The Committee to Defend Human Rights in El Salvador (CDHRES) is organising the "Feliciano Ama" work and solidarity brigade to travel to El Salvador in December. The brigade will participate in the construction of a city to be named "Guillermo Manuel Ungo" in honour of the late president of the Democratic Revolutionary Front.
In January, the Farabundo Martí National Liberation Front (FMLN) and the government of El Salvador, under the auspices of the United Nations, signed agreements to end more than 11 years of civil war, which caused casualties of more than 80,000 dead, 8000 disappeared and 1 million displaced.
Paul Ingerwers has worked for the magazine Mesoamerica. He interviewed Martin Bernardo de Jesus Zamora, former secretary of AGEUS (the General Student Association of El Salvador), about the construction of a new El Salvador, and about how Australians can play a role in the "Feliciano Ama' brigade. The translation for Green Left is by Lara Pullin.
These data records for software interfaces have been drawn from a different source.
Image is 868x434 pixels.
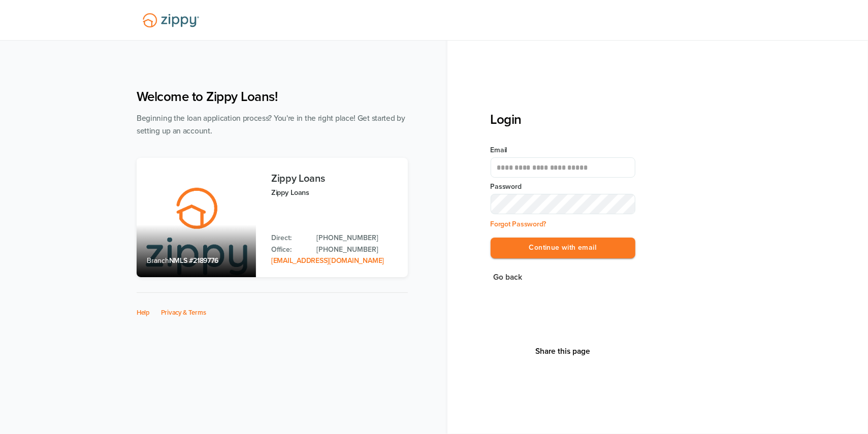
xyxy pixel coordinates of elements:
[137,8,205,32] img: Lender Logo
[161,309,206,317] a: Privacy & Terms
[490,157,635,178] input: Email Address
[271,244,306,255] p: Office:
[137,88,408,104] h1: Welcome to Zippy Loans!
[271,256,384,265] a: Email Address: zippyguide@zippymh.com
[490,194,635,215] input: Input Password
[490,112,635,127] h3: Login
[490,270,525,284] button: Go back
[271,233,306,244] p: Direct:
[137,114,405,136] span: Beginning the loan application process? You're in the right place! Get started by setting up an a...
[316,244,397,255] a: Office Phone: 512-975-2947
[137,309,150,317] a: Help
[316,233,397,244] a: Direct Phone: 512-975-2947
[490,145,635,155] label: Email
[490,182,635,192] label: Password
[147,256,169,265] span: Branch
[169,256,218,265] span: NMLS #2189776
[490,220,546,229] a: Forgot Password?
[271,173,397,185] h3: Zippy Loans
[271,186,397,199] p: Zippy Loans
[532,346,593,357] button: Share This Page
[490,237,635,258] button: Continue with email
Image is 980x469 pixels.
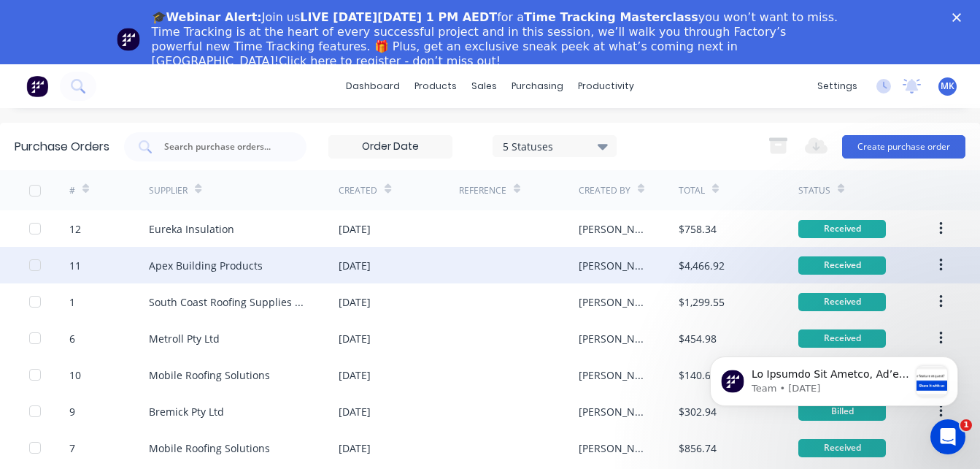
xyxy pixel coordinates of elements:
[407,75,464,97] div: products
[300,10,497,24] b: LIVE [DATE][DATE] 1 PM AEDT
[524,10,698,24] b: Time Tracking Masterclass
[799,219,886,238] div: Received
[799,439,886,457] div: Received
[339,257,371,273] div: [DATE]
[339,403,371,419] div: [DATE]
[339,75,407,97] a: dashboard
[339,367,371,383] div: [DATE]
[578,184,630,197] div: Created By
[799,257,886,275] div: Received
[799,184,830,197] div: Status
[339,184,377,197] div: Created
[952,13,967,22] div: Close
[63,54,221,68] p: Message from Team, sent 1w ago
[149,367,270,383] div: Mobile Roofing Solutions
[69,367,81,383] div: 10
[810,75,865,97] div: settings
[14,138,110,156] div: Purchase Orders
[149,441,270,456] div: Mobile Roofing Solutions
[149,403,224,419] div: Bremick Pty Ltd
[69,403,75,419] div: 9
[570,75,641,97] div: productivity
[679,331,716,346] div: $454.98
[69,295,75,310] div: 1
[459,184,507,197] div: Reference
[842,135,966,159] button: Create purchase order
[149,295,309,310] div: South Coast Roofing Supplies Nowra
[26,75,48,97] img: Factory
[329,136,451,158] input: Order Date
[679,367,716,383] div: $140.65
[69,184,75,197] div: #
[339,221,371,237] div: [DATE]
[688,327,980,430] iframe: Intercom notifications message
[578,221,649,237] div: [PERSON_NAME]
[464,75,504,97] div: sales
[930,419,966,454] iframe: Intercom live chat
[339,441,371,456] div: [DATE]
[339,331,371,346] div: [DATE]
[578,403,649,419] div: [PERSON_NAME]
[578,257,649,273] div: [PERSON_NAME]
[960,419,972,431] span: 1
[163,140,284,154] input: Search purchase orders...
[149,257,263,273] div: Apex Building Products
[578,441,649,456] div: [PERSON_NAME]
[69,221,81,237] div: 12
[679,295,724,310] div: $1,299.55
[149,221,234,237] div: Eureka Insulation
[69,331,75,346] div: 6
[69,257,81,273] div: 11
[151,10,262,24] b: 🎓Webinar Alert:
[339,295,371,310] div: [DATE]
[679,403,716,419] div: $302.94
[279,54,500,68] a: Click here to register - don’t miss out!
[578,331,649,346] div: [PERSON_NAME]
[504,75,570,97] div: purchasing
[578,295,649,310] div: [PERSON_NAME]
[149,184,188,197] div: Supplier
[799,293,886,311] div: Received
[679,441,716,456] div: $856.74
[679,257,724,273] div: $4,466.92
[941,80,955,92] span: MK
[503,138,607,153] div: 5 Statuses
[578,367,649,383] div: [PERSON_NAME]
[679,184,705,197] div: Total
[69,441,75,456] div: 7
[679,221,716,237] div: $758.34
[151,10,840,69] div: Join us for a you won’t want to miss. Time Tracking is at the heart of every successful project a...
[117,28,140,51] img: Profile image for Team
[149,331,219,346] div: Metroll Pty Ltd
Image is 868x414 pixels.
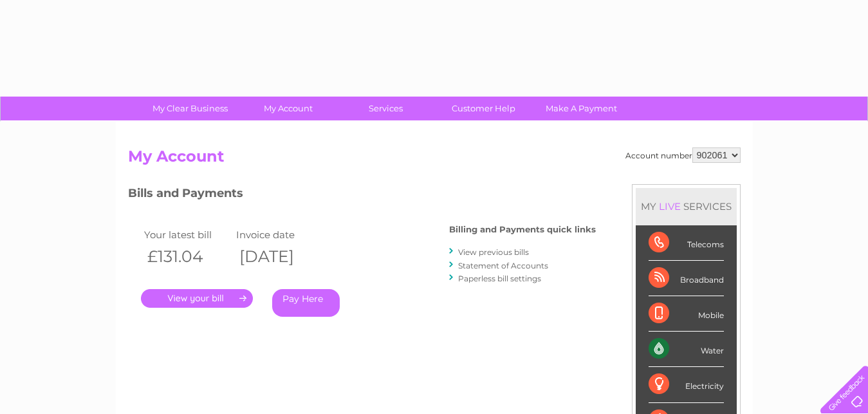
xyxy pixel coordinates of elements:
h4: Billing and Payments quick links [449,225,596,234]
div: Mobile [649,296,724,332]
div: Broadband [649,261,724,296]
div: Electricity [649,367,724,403]
div: Telecoms [649,225,724,261]
a: Make A Payment [529,96,635,120]
a: Pay Here [272,289,340,317]
div: Account number [625,147,741,163]
div: Water [649,332,724,367]
td: Your latest bill [141,226,233,243]
a: . [141,289,253,308]
a: Paperless bill settings [459,274,541,283]
a: My Account [235,96,341,120]
th: [DATE] [233,243,325,270]
a: Statement of Accounts [459,261,548,270]
td: Invoice date [233,226,325,243]
a: Customer Help [430,96,537,120]
div: MY SERVICES [636,188,736,225]
a: My Clear Business [137,96,243,120]
a: Services [332,96,439,120]
a: View previous bills [459,247,529,257]
h2: My Account [128,147,741,172]
div: LIVE [657,200,684,212]
th: £131.04 [141,243,233,270]
h3: Bills and Payments [128,184,596,207]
El Salvador is entering a new phase in the journey towards socialism. How do you explain the changes which have reached the point where the government will permit a brigade to enter territory which is under the control of the FMLN — and for the express purpose of helping to construct a new El Salvador?

Without doubt, the untiring struggle of many sectors of our people was what generated the national and international conditions required so that the opposing parties signed the agreements which finally ended the armed conflict.
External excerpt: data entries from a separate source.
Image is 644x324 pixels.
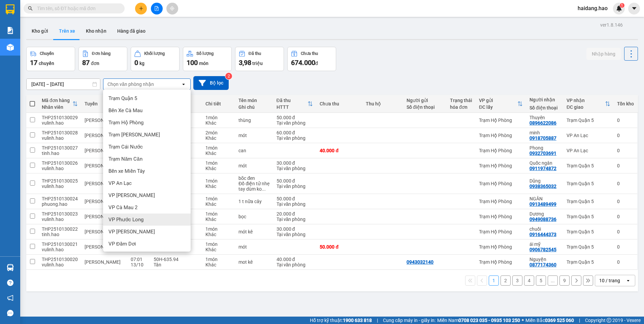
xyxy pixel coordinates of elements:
[42,196,78,202] div: THP2510130024
[109,132,160,138] span: Trạm [PERSON_NAME]
[84,244,120,250] span: [PERSON_NAME]
[616,5,622,12] img: icon-new-feature
[154,257,199,262] div: 50H-635.94
[262,187,265,192] span: ...
[235,47,284,71] button: Đã thu3,98 triệu
[277,135,313,141] div: Tại văn phòng
[84,163,120,168] span: [PERSON_NAME]
[109,107,143,114] span: Bến Xe Cà Mau
[239,163,269,168] div: mót
[365,101,399,107] div: Thu hộ
[42,98,73,103] div: Mã đơn hàng
[617,181,634,187] div: 0
[617,101,634,107] div: Tồn kho
[529,184,556,189] div: 0938365032
[42,247,78,253] div: vulinh.hao
[479,163,522,168] div: Trạm Hộ Phòng
[205,130,231,135] div: 2 món
[186,59,197,67] span: 100
[239,59,251,67] span: 3,98
[273,95,316,113] th: Toggle SortBy
[529,120,556,126] div: 0896622086
[7,279,14,286] span: question-circle
[617,199,634,204] div: 0
[277,115,313,120] div: 50.000 đ
[407,98,443,103] div: Người gửi
[42,105,73,110] div: Nhân viên
[42,257,78,262] div: THP2510130020
[154,6,159,10] span: file-add
[277,217,313,222] div: Tại văn phòng
[277,166,313,171] div: Tại văn phòng
[529,196,560,202] div: NGÂN
[377,317,378,324] span: |
[109,228,155,235] span: VP [PERSON_NAME]
[529,211,560,217] div: Dương
[529,115,560,120] div: Thuyên
[545,318,573,323] strong: 0369 525 060
[529,202,556,207] div: 0913489499
[617,259,634,265] div: 0
[42,262,78,268] div: vulinh.hao
[479,148,522,153] div: Trạm Hộ Phòng
[529,105,560,111] div: Số điện thoại
[109,156,143,162] span: Trạm Năm Căn
[109,204,137,211] span: VP Cà Mau 2
[225,73,232,80] sup: 2
[109,143,143,151] span: Trạm Cái Nước
[566,199,610,204] div: Trạm Quận 5
[131,257,147,262] div: 07:01
[458,318,520,323] strong: 0708 023 035 - 0935 103 250
[28,6,33,10] span: search
[239,181,269,192] div: Đồ điện tử nhẹ tay dùm ko bao Hỏng
[277,226,313,232] div: 30.000 đ
[205,120,231,126] div: Khác
[529,257,560,262] div: Nguyện
[84,181,120,187] span: [PERSON_NAME]
[42,178,78,184] div: THP2510130025
[239,133,269,138] div: mót
[277,120,313,126] div: Tại văn phòng
[529,151,556,156] div: 0932703691
[239,229,269,234] div: mót kê
[277,211,313,217] div: 20.000 đ
[80,23,112,39] button: Kho nhận
[131,262,147,268] div: 13/10
[183,47,231,71] button: Số lượng100món
[529,262,556,268] div: 0877174360
[617,148,634,153] div: 0
[54,23,80,39] button: Trên xe
[42,184,78,189] div: vulinh.hao
[135,3,147,14] button: plus
[479,118,522,123] div: Trạm Hộ Phòng
[291,59,315,67] span: 674.000
[239,244,269,250] div: mót
[7,44,14,51] img: warehouse-icon
[7,27,14,34] img: solution-icon
[277,160,313,166] div: 30.000 đ
[205,211,231,217] div: 1 món
[566,98,605,103] div: VP nhận
[475,95,526,113] th: Toggle SortBy
[84,101,124,107] div: Tuyến
[529,166,556,171] div: 0911974872
[566,133,610,138] div: VP An Lạc
[82,59,90,67] span: 87
[84,148,120,153] span: [PERSON_NAME]
[42,151,78,156] div: tinh.hao
[625,278,630,283] svg: open
[450,105,472,110] div: hóa đơn
[84,229,120,234] span: [PERSON_NAME]
[617,214,634,219] div: 0
[252,61,263,66] span: triệu
[205,247,231,253] div: Khác
[617,244,634,250] div: 0
[42,232,78,238] div: tinh.hao
[7,310,14,317] span: message
[479,259,522,265] div: Trạm Hộ Phòng
[479,133,522,138] div: Trạm Hộ Phòng
[479,214,522,219] div: Trạm Hộ Phòng
[109,217,143,223] span: VP Phước Long
[277,257,313,262] div: 40.000 đ
[572,4,613,12] span: haidang.hao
They have set into the peace agreement the freedom of political expression, the guaranteeing of respect for human rights, possibilities for participation in new structures of social security, a more just justice system.
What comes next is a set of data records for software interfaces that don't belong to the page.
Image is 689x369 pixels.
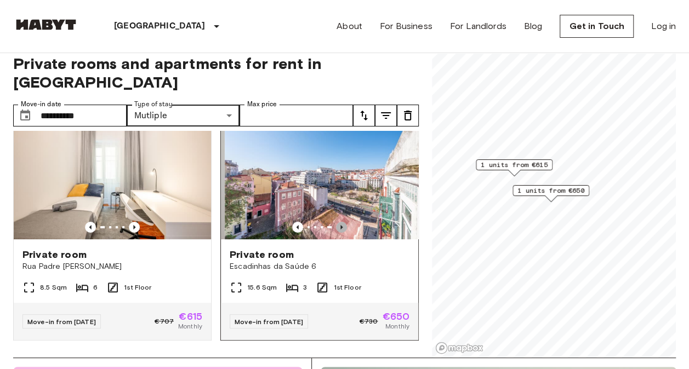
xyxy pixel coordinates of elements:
[512,185,589,202] div: Map marker
[432,41,676,358] canvas: Map
[435,342,483,355] a: Mapbox logo
[155,317,174,327] span: €707
[360,317,378,327] span: €730
[247,283,277,293] span: 15.6 Sqm
[129,222,140,233] button: Previous image
[375,105,397,127] button: tune
[481,160,548,170] span: 1 units from €615
[22,261,202,272] span: Rua Padre [PERSON_NAME]
[13,54,419,92] span: Private rooms and apartments for rent in [GEOGRAPHIC_DATA]
[85,222,96,233] button: Previous image
[13,107,212,341] a: Marketing picture of unit PT-17-016-001-05Previous imagePrevious imagePrivate roomRua Padre [PERS...
[353,105,375,127] button: tune
[220,107,419,341] a: Previous imagePrevious imagePrivate roomEscadinhas da Saúde 615.6 Sqm31st FloorMove-in from [DATE...
[397,105,419,127] button: tune
[21,100,61,109] label: Move-in date
[385,322,409,332] span: Monthly
[235,318,303,326] span: Move-in from [DATE]
[337,20,362,33] a: About
[14,105,36,127] button: Choose date, selected date is 8 Sep 2025
[27,318,96,326] span: Move-in from [DATE]
[524,20,543,33] a: Blog
[14,108,211,239] img: Marketing picture of unit PT-17-016-001-05
[336,222,347,233] button: Previous image
[382,312,409,322] span: €650
[560,15,634,38] a: Get in Touch
[22,248,87,261] span: Private room
[517,186,584,196] span: 1 units from €650
[179,312,202,322] span: €615
[476,159,552,176] div: Map marker
[40,283,67,293] span: 8.5 Sqm
[651,20,676,33] a: Log in
[13,19,79,30] img: Habyt
[127,105,240,127] div: Mutliple
[114,20,206,33] p: [GEOGRAPHIC_DATA]
[134,100,173,109] label: Type of stay
[230,248,294,261] span: Private room
[450,20,506,33] a: For Landlords
[178,322,202,332] span: Monthly
[225,108,422,239] img: Marketing picture of unit PT-17-007-003-02H
[333,283,361,293] span: 1st Floor
[230,261,409,272] span: Escadinhas da Saúde 6
[303,283,307,293] span: 3
[93,283,98,293] span: 6
[124,283,151,293] span: 1st Floor
[380,20,432,33] a: For Business
[247,100,277,109] label: Max price
[292,222,303,233] button: Previous image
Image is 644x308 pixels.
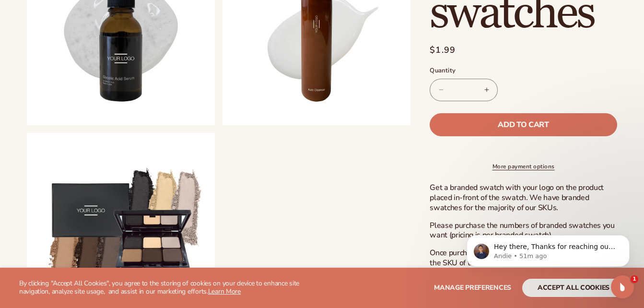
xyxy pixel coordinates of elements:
button: accept all cookies [522,279,624,297]
span: Manage preferences [434,283,511,292]
iframe: Intercom notifications message [452,215,644,282]
button: Add to cart [429,113,617,136]
span: 1 [630,275,638,283]
a: Learn More [208,287,240,296]
span: $1.99 [429,44,456,57]
span: Add to cart [498,121,548,128]
iframe: Intercom live chat [611,275,634,299]
p: Please purchase the numbers of branded swatches you want (pricing is per branded swatch). [429,220,617,240]
p: By clicking "Accept All Cookies", you agree to the storing of cookies on your device to enhance s... [19,280,316,296]
p: Get a branded swatch with your logo on the product placed in-front of the swatch. We have branded... [429,183,617,213]
a: More payment options [429,162,617,171]
label: Quantity [429,66,617,76]
p: Once purchased, you will be emailed a form to indicate the SKU of the branded swatch you want, af... [429,248,617,288]
button: Manage preferences [434,279,511,297]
Now is the moment for us to embrace all of these spaces which the peace agreement opens up, in order to guarantee them and convert them in ways which work in favour of the majority of the Salvadoran people (who have been marginalised). I believe that we are breaking new ground which is actually a gain in the process of making socialism a reality in El Salvador.

Looking forward to the elections in 1994, can you explain the importance of beginning now to construct a new society?

The Salvadoran people must begin now to break with conservatism, with timidity, and begin to discuss the many different forms which national life could take. It is the people who guarantee the accords and their future in the medium term by participating in all the activities within the spaces opened up through the peace process.

What role can the "Feliciano Ama" Brigade hope to play in the construction of a new El Salvador?

Now we have achieved the peace accord, we face the task which our Commandante Shafik Jorge Handal prefers not to call reconstruction (because this term gives one the idea that we are

going to reconstruct that which formerly existed, and this is false).

We are going to construct a new society together with the masses who have accompanied the combatants of the FMLN. It is for them that we are now organising this show of solidarity. The brigade also serves to show the government that they should concede to the diverse social forces in order to reach the end of the process of national reconstruction —and this requires the participation of all Salvadoran people —and international aid and solidarity.

After the 1994 elections, if the left wins, what initiatives will be taken to ensure the construction of a new El Salvador — one which is more just, free and democratic? How can a brigade such as the one you are organising influence the process of constructing a new El Salvador?

It is necessary to democratise our society in order to guarantee any changes. The agreements, in and of themselves, don't guarantee these aspects. There must be accompanying changes in direction and coordination, and also in the methodology and functioning of the unions, of the political parties and of the revolutionaries calling for change.

It is an error to say that we are democratising, because it is the country which will be democratic, because we are not the leaders of all society, the solvers of its problems, and we are still not an option for the majority of people. In that sense we have moved to the rearguard of the process.

The leaders, political parties and revolutionaries who are opening the valves of democracy are those who truly gather strength and popular support. Those who do the opposite and look to traditional methods are left isolated and outside the context.

We won peace but we have to look to the struggle still. We haven't won the application of the agreements because for this we must achieve, in a united way, an amplified and massive participation of the nation.

We have to break with the fear of being displaced. Democracy is for everyone, and we are going to build democracy working together — and it won't be a gift from President Alfredo Cristiani, but from the majority.

I can't tell you that we are going to win this, but I also can't tell you that we are going to lose. Only our people will decide this.